Re: [ILUG] Re: / full.....

From: Kenn Humborg (kenn at domain linux.ie)
Date: Sun 15 Oct 2000 - 23:26:13 IST


On Sun, Oct 15, 2000 at 10:48:47PM +0100, Thomas Ribbrock wrote:
> On Sun, Oct 15, 2000 at 06:56:40PM +0100, Diarmaid O'Loughlin wrote:
> > Is one big / partition with a small /boot partition such a bad thing?
>
> Not as such - having separate /home and maybe /usr/local on a desktop
> machine just comes in dead handy during an upgrade or suchlike. That's why I
> usually separate them out. But it's probably more a matter of taste as long
> as you don't run a heavy-duty server or something like that.

Tip of the day #1:

Make /home a symlink to /usr/local/home. That way you don't have to
balance the needs of /home and /usr/local. Just put them both in
one big partition.

In fact, I usually just have a small / and a large /usr, with /var linked
to /usr/var and /home to /usr/local/users.

It means that / is small and doesn't change very often, so a power failure
or crash is extremely unlikely to cause enough damage to / that e2fsck
can't fix it without intervention.

However, the larger and more active a filesystem is, the more likely that
boot-time fsck will say "Cannot fix automatically - dropping to a shell".
In a situation like that you really want to be able to trust /bin, /sbin
and /lib, so you want to be sure that they are 100% OK.

Tip of the day #2:

Here's the right way to move /home to /usr/local/users (or /var to
/usr/var):

First drop to single-user mode:

   # init 1

Then copy the trees:

   # (cd / && tar cf - var ) | (cd /usr && tar xvf - )
   # (cd / && tar cf - home ) | (cd /usr/local && tar xvf - )

Then move the originals out of the way and make the symlinks:

   # cd /
   # mv var var.old
   # mv home home.old
   # ln -s usr/var var
   # ln -s usr/local/home home

Note the lack of leading / on these symlinks. If you do this:

   # ln -s /usr/var var

then the Red Hat installer might get confused during an upgrade
as it mounts your paritions under /tmp/sysimage (or something)
during the upgrade. If you use relative symlinks the the installer
will find the correct /tmp/sysimage/usr/var and
/tmp/sysimage/usr/local/home, otherwise it will end up pointing to
/usr/var and /usr/local/home which definitely won't exist.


◆ WHAT THE EXERCISE ASKS
Scan the data below for lines containing the string "image" and give only how many there are.

◆ MATERIAL FOR THE TASK

__________________________________________________

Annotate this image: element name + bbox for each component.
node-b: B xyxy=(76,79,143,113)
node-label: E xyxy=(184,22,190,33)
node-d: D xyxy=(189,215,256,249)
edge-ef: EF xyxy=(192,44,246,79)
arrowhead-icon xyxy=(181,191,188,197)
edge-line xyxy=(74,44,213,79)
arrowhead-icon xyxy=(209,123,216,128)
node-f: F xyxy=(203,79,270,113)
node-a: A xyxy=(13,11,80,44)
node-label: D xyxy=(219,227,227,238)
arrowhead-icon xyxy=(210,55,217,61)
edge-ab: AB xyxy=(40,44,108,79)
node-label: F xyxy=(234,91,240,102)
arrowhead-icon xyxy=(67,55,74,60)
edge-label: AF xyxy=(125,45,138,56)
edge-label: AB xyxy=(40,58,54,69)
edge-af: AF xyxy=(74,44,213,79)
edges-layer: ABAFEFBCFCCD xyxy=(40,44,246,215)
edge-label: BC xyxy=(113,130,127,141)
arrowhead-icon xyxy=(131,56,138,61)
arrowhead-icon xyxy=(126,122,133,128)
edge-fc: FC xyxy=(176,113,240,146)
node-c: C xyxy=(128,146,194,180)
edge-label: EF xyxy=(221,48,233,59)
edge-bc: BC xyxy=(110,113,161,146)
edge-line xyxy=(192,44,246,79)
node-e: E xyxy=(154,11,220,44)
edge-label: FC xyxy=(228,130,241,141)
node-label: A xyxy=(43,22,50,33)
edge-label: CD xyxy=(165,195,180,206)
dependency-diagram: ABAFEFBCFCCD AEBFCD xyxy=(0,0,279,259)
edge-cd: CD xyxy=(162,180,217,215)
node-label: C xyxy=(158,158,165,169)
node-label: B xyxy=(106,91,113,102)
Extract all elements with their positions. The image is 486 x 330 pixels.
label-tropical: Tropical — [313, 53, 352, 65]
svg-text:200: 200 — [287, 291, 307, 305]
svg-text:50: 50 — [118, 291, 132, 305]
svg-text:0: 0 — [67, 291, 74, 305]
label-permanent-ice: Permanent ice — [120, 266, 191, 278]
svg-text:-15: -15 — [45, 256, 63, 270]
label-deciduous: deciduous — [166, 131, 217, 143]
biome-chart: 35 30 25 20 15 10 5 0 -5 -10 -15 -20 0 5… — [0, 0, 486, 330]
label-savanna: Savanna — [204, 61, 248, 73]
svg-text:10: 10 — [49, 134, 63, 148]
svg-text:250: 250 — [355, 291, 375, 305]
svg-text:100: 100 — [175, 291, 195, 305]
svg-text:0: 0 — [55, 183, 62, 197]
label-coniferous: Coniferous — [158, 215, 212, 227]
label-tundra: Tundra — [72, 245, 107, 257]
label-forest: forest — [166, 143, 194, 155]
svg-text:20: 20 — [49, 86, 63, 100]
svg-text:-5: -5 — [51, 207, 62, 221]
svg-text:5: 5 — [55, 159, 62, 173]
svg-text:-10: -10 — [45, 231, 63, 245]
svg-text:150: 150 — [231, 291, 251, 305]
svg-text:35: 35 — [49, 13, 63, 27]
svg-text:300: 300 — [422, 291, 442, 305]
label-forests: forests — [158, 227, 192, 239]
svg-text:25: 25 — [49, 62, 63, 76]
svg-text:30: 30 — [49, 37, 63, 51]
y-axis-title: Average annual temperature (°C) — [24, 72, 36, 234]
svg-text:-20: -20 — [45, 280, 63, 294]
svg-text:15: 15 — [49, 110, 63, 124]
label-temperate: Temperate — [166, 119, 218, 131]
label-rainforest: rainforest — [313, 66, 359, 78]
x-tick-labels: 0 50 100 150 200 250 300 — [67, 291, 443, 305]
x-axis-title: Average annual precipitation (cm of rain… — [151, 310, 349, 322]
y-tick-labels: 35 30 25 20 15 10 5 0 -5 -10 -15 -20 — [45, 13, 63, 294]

__________________________________________________

◆ SOLUTION TO THE PROBLEM
2